Antonín Dvořák
Classics Explained: DVORAK - Symphony No. 9, 'From the New World' (жанры:classical)
- Dvorak, Beethoven, and the Scherzo. Dvorak purposely confuses the listener's expectations.
- A quiet beginning: sorrow, syncopation, and sequence
- Instrumental colour as a prime element: clarinets and bassoons, an outburst by the French horn
- Using a little fanfare, Dvorak further builds up expectation before revealing the main theme.
- The opening tune again, with different instrumental colouring: now flutes and oboes
- When the theme is revealed, we find that it is not exactly a tune.
- Two little bursts of rhythm provide the seeds from which much of the movement grows.
- The first big surprise: strings, shattering drumbeats, shrieks from flutes, oboes, and clarinets
- Cellos and basses take us into a new key while flutes and oboes dance in syncopation.
- It is the second half of the theme that dominates.

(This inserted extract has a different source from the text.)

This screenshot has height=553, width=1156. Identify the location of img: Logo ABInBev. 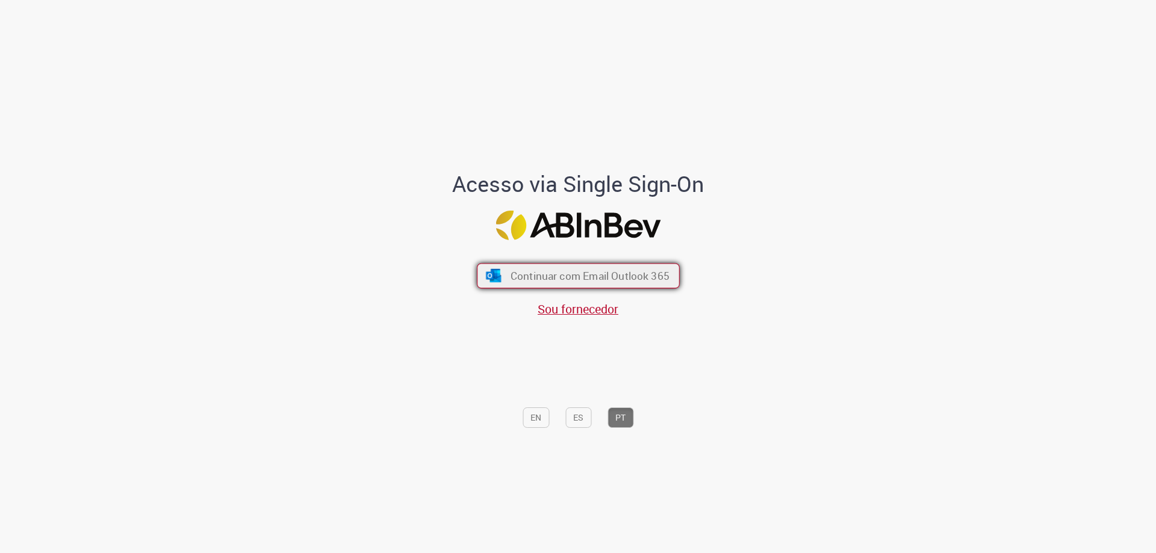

- Back to the beginning to hear the whole of this opening section
- Horns, violas, and cellos introduce a new idea, soon to evolve into the main theme.
- Without ever being remotely 'academic' or 'intellectual', there is much counterpoint going on here.
- A tiny detail from the opening culminates in a wild drumming that heralds a major event
- Introduction complete
- Dvorak's very Czech love of combining conflicting rhythms, sometimes metres
- A clearly transitional passage, obsessed with the rhythmic tag that both opens and closes the theme
- A solo horn introduces the main theme, perkily answered by bassoons and horns.
- The theme moves to G major; answering phrase from flutes, oboes, bassoons.
- Sooner than we may have expected, we seem to have arrived at the Trio section.
- Long crescendo, tremolo strings, back to tonic and biggest statement yet of the main theme.
- A new kind of tone quality sheds a subtly different light on the theme.
- The flutes and oboes now chime in with an answering variant of the opening...
- Transition to the secondary theme through the use of sequence. Sonata form; satability and flux
- Three-bar groupings and again the use of sequence, spelling out a chord
- ...and the cellos and bassoons take up the original version of the theme.
- The sequence continues to rise, and the four-bar phrase returns as the standard unit.
- A false alarm: it was not the traditional Trio section at all, but rather part 2 of Scherzo proper
- Soon, after a very rapid build, the Scherzo proper does reach its final phase.
- The first violins start off the next phrase, but the melodic shape is more compact.
- The violins fall silent; the violas and cellos answer with a new figure
- The orchestral texture thins dramatically, and we approach what this time really is the Trio section.